Legend of Keepers review
Dungeon-crawlers that have you play as the bad guys trying to beat the adventurers isn't exactly all that novel these days, but it is the tack taken by Legend of Keepers. This game has you playing as a big bad monster who needs to manage their own army of demons, skeletons, and other traditional dungeon monsters to stop waves of clerics, warriors, and their ilk in a game that feels like it's constantly stopping short of taking its ideas to satisfying places.
Monster manager
Legend of Keepers opens with a monster who acts somewhat like an HR representative introducing you to the game's conceit and mechanics. From there, she assigns you to projects that are some variation of protecting a certain dungeon over a period of time, during which you have the opportunity to recruit and train various monsters, procure traps, upgrade your own boss abilities, and--of course fight off adventurers that come by.
Most of this gameplay is purely menu-driven, with time passing by through a "schedule" where each week offers you a selection of buttons that you can choose to be the event of the week. Sometimes, these buttons offer you a choice between seeing a therapist to improve your staff morale or sending a cadre of monsters off on a business trip, and at other predefined points you simply choose between different sets of heroes to fight against, which then transitions to you the game's combat interface.
Teambuilding exercise
Combat is where Legend of Keepers puts all of your preparations to the test. In this mode, you get a predefined set of rooms to lay your traps and teams of monsters in hopes that with the ideal progression of horrors and dangers you can thwart any team that dares to challenge you. Typically, this involves placing a couple of traps and arranging two teams of three monsters. Occasionally, you'll have access to a midboss and some other environmental effects, as well.
Once everything is placed, you then get to watch the adventurers as they try to make it through your dungeon and even control your monsters in turn-based combat to leverage their abilities in an effort to either kill or terrify heroes such that they retreat. So long as your head boss doesn't get killed at the very end of your dungeon, you succeed and get to choose some rewards to upgrade your team's capabilities. From there, you have to rest while also upgrading everything to continue keeping up with the next adventurers who will come your way.
Clocking out early
On paper, I like a lot of what Legend of Keepers has to offer. Team-building, roguelike systems, management mechanics, and a little humor are all things I can get behind, especially in combination, but I found too often that this game doesn't really take any of its ideas far enough.
Perhaps this is because the systems in Legend of Keepers don't quite fit together all that elegantly. This is to say it can be hard to actually capitalize on synergies between monsters and traps because of how variable the game's elements can be. To account for that, it feels like the game doesn't really make them consequential, which ends up meaning you can get by doing just about whatever you want. This, in turn, makes the management decisions feel shallow, and there isn't enough variety to them or frequency of unique setpiece interactions with the HR monster at the beginning to really sell the humor that only ends up hanging out in the margins of the game.
The bottom line
Even when the component parts of Legend of Keepers are moving together in lockstep (an uncommon occurrence), it feels like it is missing a core. Or perhaps a better way to put it is the game seems like it knows that its systems don't line up well and therefore tunes the entire experience to allow you to muddle through it easily enough. It can still be entertaining in short bursts, but ultimately Legend of Keepers feels a bit thin.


## TASK PROMPT
Copy exactly the lines of the material below that fall between the line with "is (523, 1062)." and the line with "This screenshot has", both of those lines included; pictures stay out.

= Beginning of Section =

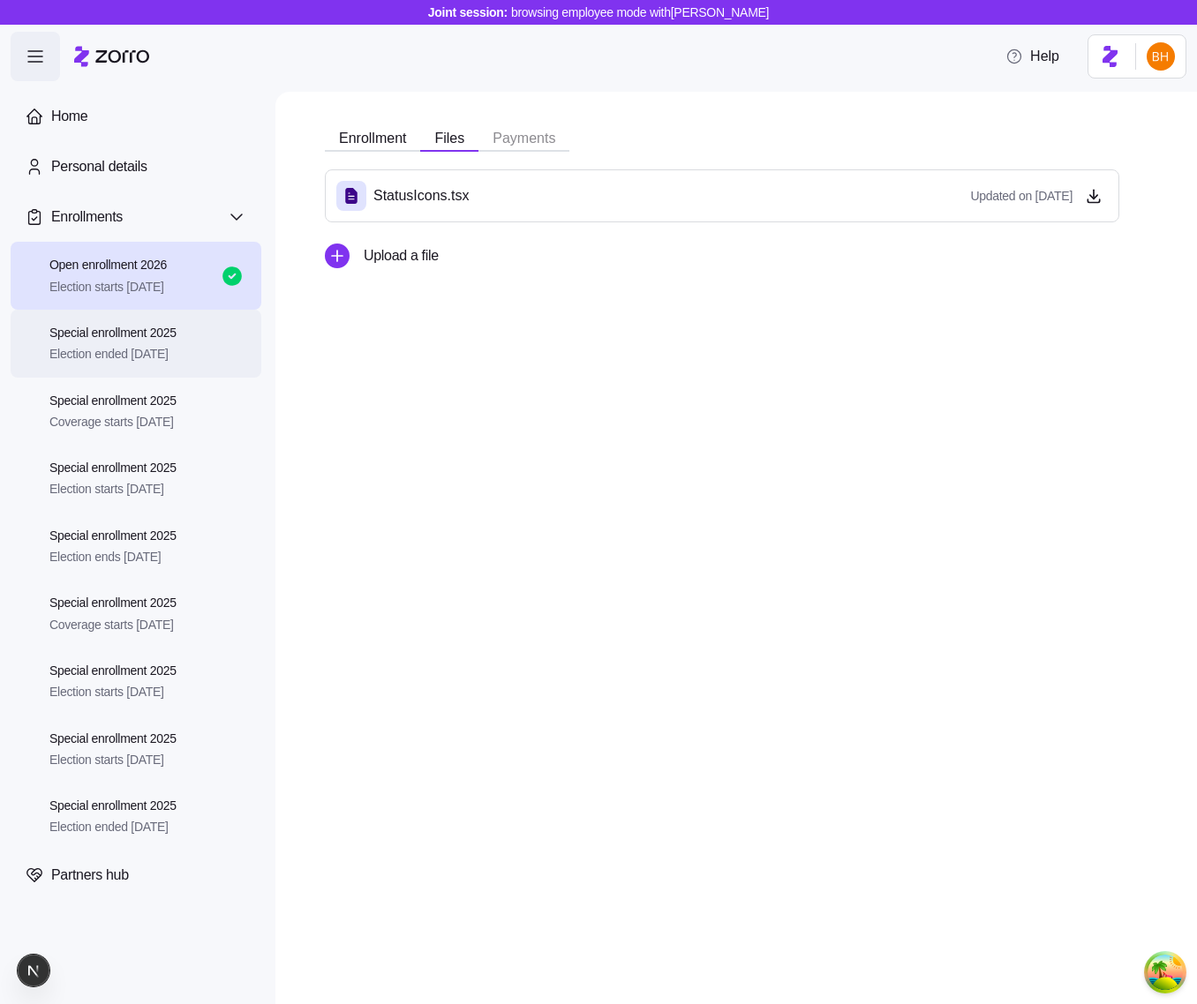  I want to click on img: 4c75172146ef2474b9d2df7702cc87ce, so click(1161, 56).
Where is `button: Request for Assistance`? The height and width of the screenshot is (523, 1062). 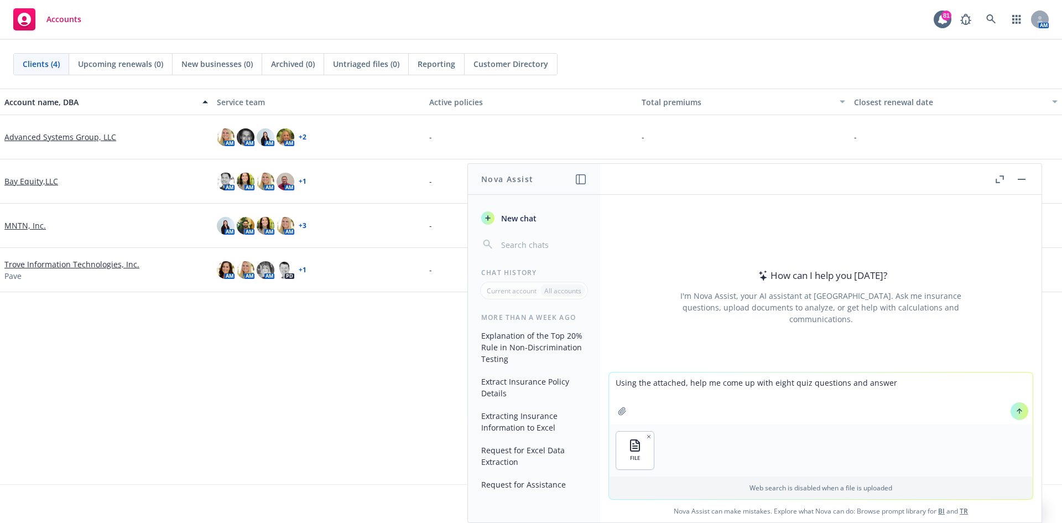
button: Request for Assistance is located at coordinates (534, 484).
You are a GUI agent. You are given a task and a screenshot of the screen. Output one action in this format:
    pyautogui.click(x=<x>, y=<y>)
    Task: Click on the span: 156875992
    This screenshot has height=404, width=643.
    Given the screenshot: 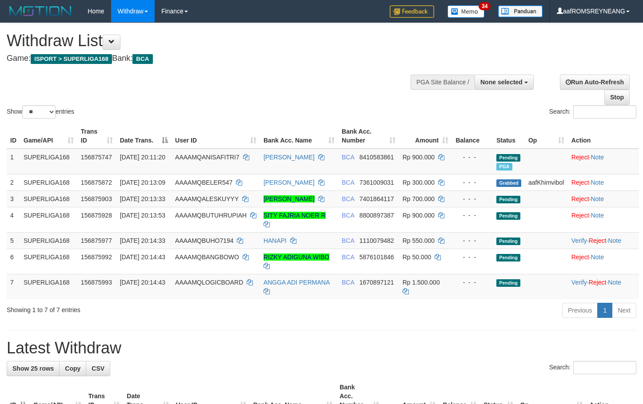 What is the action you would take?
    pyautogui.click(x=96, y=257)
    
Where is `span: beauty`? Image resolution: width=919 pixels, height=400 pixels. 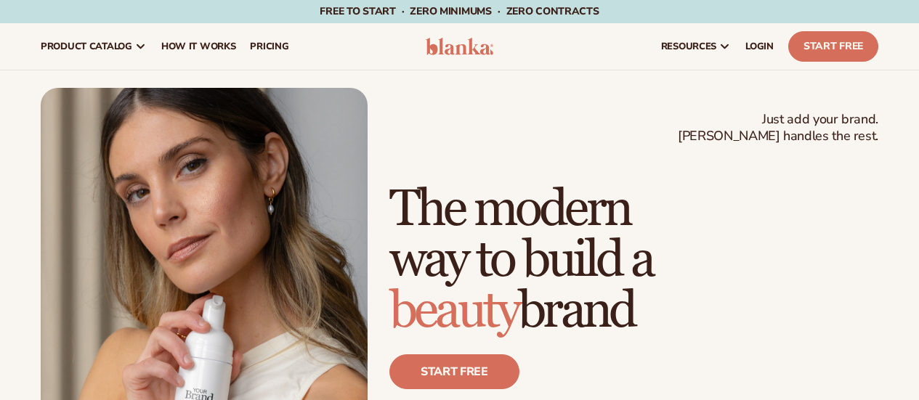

= End of Section =

## RESPONSE FOR THIS EXERCISE
Where is `button: Request for Assistance`? The height and width of the screenshot is (523, 1062). 
button: Request for Assistance is located at coordinates (534, 484).
You are a GUI agent. You are given a task and a screenshot of the screen. Output one action in this format:
    pyautogui.click(x=<x>, y=<y>)
    Task: Click on the span: 156875992
    This screenshot has height=404, width=643.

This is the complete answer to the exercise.